Hello,
I’ve tried this approach using a for loop to act as a filter to reject any false comparisons to the indexes in the string/ target. I saw the correct answers using basic data structure methods and felt like I way overcomplicated it, but I’d still like to see what part went wrong in my attempt:
function confirmEnding(str, target) {
let strLen = str.length-1;
let tarLen = target.length-1;
let result;
//below is the first index of the tar were looking for in the string
let first = strLen-tarLen;
// loop through the indexes from the first of target til last of the string
for(let i=0; i>tarLen;i++){
if (str[(first+i)] != target[i]){
result=false;
}
else {
result=true
};
return result;
}return result;
}
confirmEnding("Bastian", "n");
/*
len open sesame= 11, len same= 4;
so, for ^^, we'd need str index [strlen-tarLen] through index [srtlen];
checks this index = tar index0, then
then this index +1= tarindex1,
then this index+2 = tarindex2
*/
I found a link that did a variation of what I thought I was doing: the way I thought I did but it was locked and I’m still confused on how my code didn’t grasp that.
Thank you for your time and patience, Algorithms have knocked my momentum with learning JS off kilter and now I am worried that I’m giving up too easily, which I certainly don’t want.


Pictures stay out of the copy. Retype exactly the lines below from the one with "Enclose *man* in a rectangle." through the one with "Find the rectangle enclosing *woman*.".

Referring expression grounding data:
● ● ● ● ● ● ●
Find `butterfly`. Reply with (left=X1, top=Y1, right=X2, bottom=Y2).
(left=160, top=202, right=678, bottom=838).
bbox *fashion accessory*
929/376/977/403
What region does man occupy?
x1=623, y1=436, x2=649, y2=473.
● ● ● ● ● ● ●
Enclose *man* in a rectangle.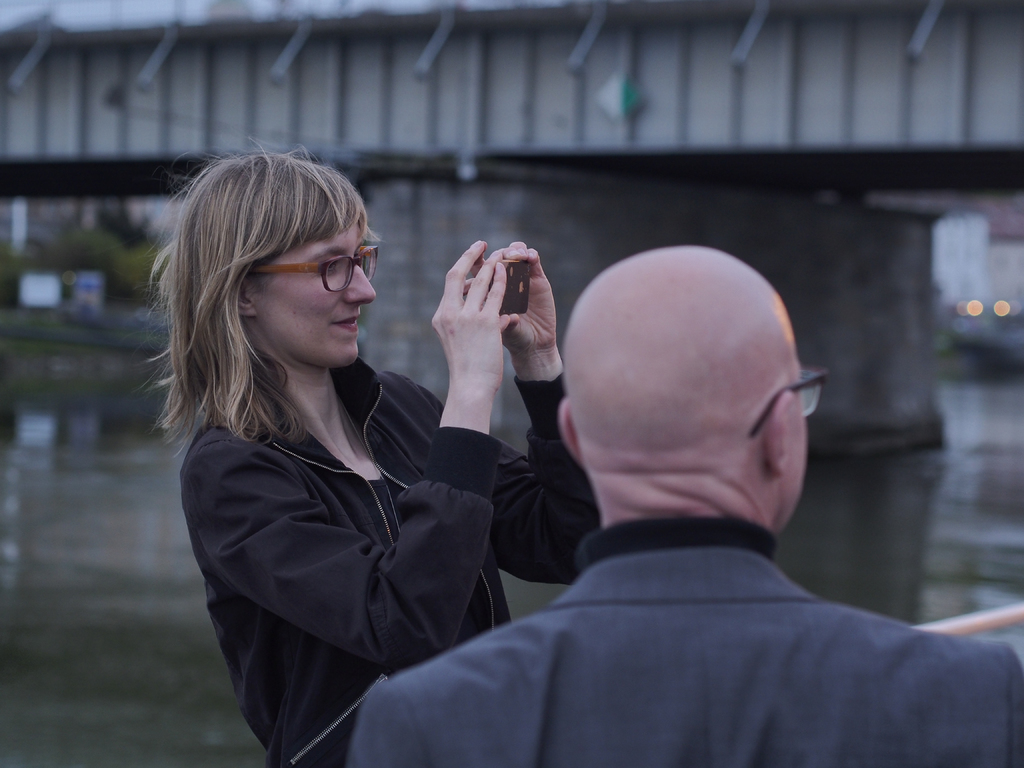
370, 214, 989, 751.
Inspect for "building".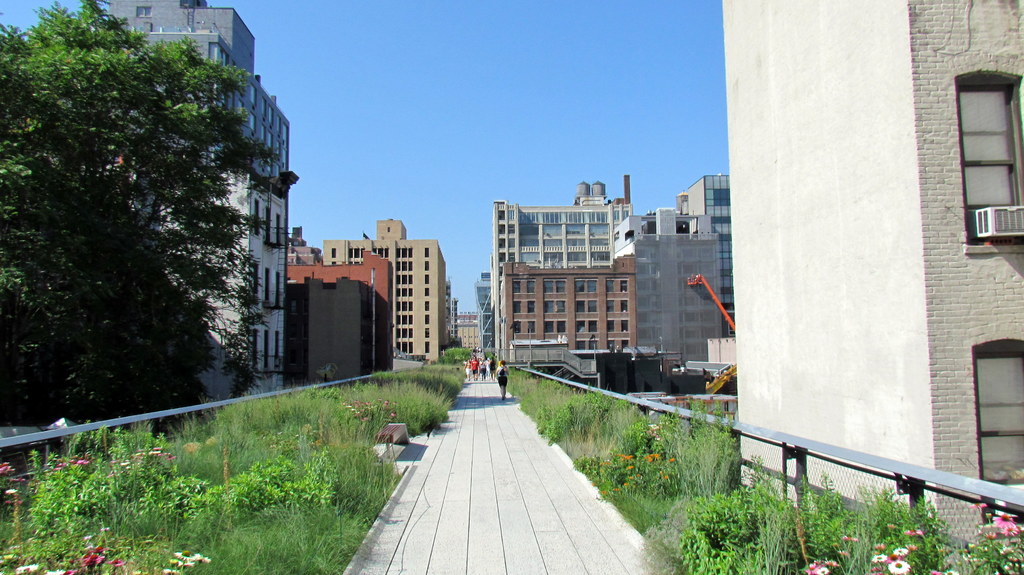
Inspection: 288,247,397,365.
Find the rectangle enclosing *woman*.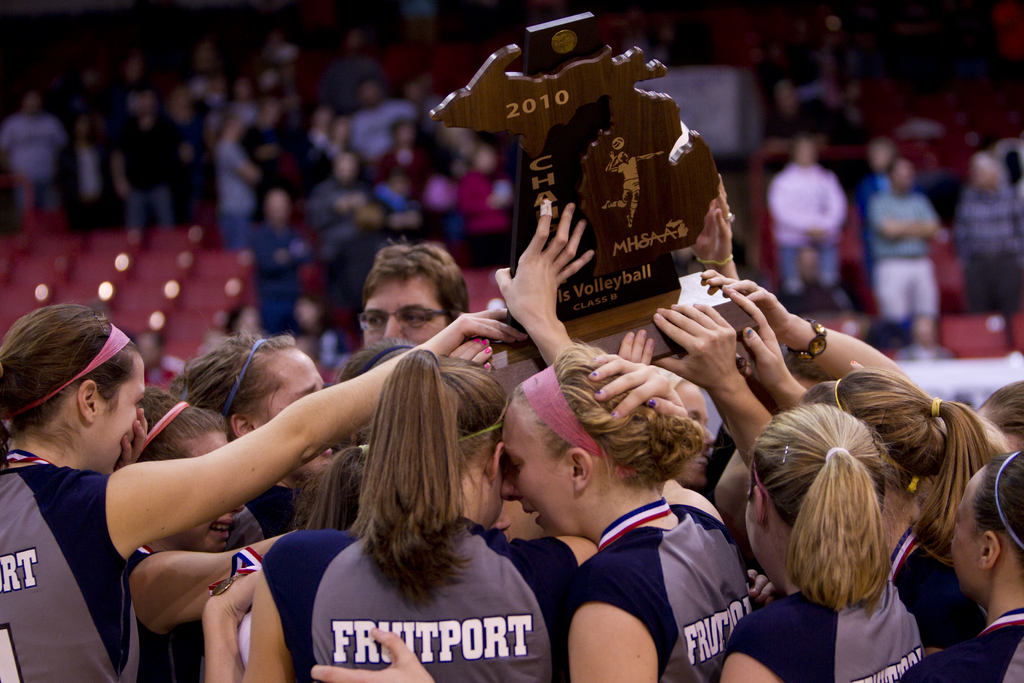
● ● ● ● ● ● ●
_EXPECTED OUTPUT:_
Enclose *man* in a rectangle.
370, 214, 989, 751.
Inspect for "building".
Inspection: 288,247,397,365.
Find the rectangle enclosing *woman*.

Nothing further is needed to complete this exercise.